Does smoking cause anxiety or does anxiety cause smoking? Smokers tell you that smoking calms them down, but a 2000 study finds that adolescents who smoke are more likely to suffer from phobias, panic attacks, and other serious anxiety problems as young adults.
This study started with interviews of almost 700 young teens (with an average age of 14) in 1983 and followed them for 10 years. They lived in upstate New York, so most were white and Catholic.
When these teens were about 16 years of age, only 6 percent smoked at least 20 cigarettes per day. At the age of 22, 15 percent smoked at least 20 cigarettes per day and 10 percent had anxiety disorders. Smoking habits changed over time, and so did anxiety: only 3 percent smoked at least 20 cigarettes per day as adolescents and young adults and only 2 percent had anxiety disorders as adolescents and as young adults.
Since smokers tell us that smoking calms them down, it would be logical to expect that kids who were anxious became adults who smoked. Surprisingly, the opposite was true: it was the kids who smoked who were more likely to have agoraphobia (fear of open places), panic disorder, or general anxiety as young adults.
In this kind of study, where you can’t control who smokes and who doesn’t, there is always concern that the smokers differed from nonsmokers in some important ways, and that anxiety was really caused by these other factors, rather than the smoking. In this study, the researchers statistically controlled for all the other possible influences they could – age, sex, teen drinking and drug use, depression during adolescence, difficult temperament during childhood, parents’ education and psychiatric problems, and parents’ smoking habits. By eliminating those influences from the statistical analysis, they were able to conclude that smoking was the likely culprit.

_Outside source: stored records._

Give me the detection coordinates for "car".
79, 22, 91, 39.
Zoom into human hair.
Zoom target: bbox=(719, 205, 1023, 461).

Jeffrey Johnson, the senior author, offers us two possible explanations for their findings. First, smoking can impair respiration, which can contribute to panic attacks (and panic attacks are one symptom of phobias). Second, there is evidence that nicotine itself increases anxiety, despite the claims of smokers. Although anxiety increases when an individual stops smoking, a few weeks later their anxiety level will be lower than it was when they were smoking. This suggests that the nicotine itself causes increased symptoms of anxiety, even though withdrawal initially also increases anxiety.
Jeffrey Johnson told us that he hopes that adults will use this information to help teens become more motivated to quit smoking, or not to start. He acknowledges that fear of cancer in the distant future does not always help, but predicts that teens may be more motivated to avoid anxiety problems that could start in just a few years.
- Association Between Cigarette Smoking and Anxiety Disorders During Adolescence and Early Adulthood. Jeffrey Johnson, PhD., Patrician Cohen, PhD., Daniel Pine, MD and colleagues. Journal of the American Medical Association. November 8, 2000, Vol 284, No. 18, 2348-2351.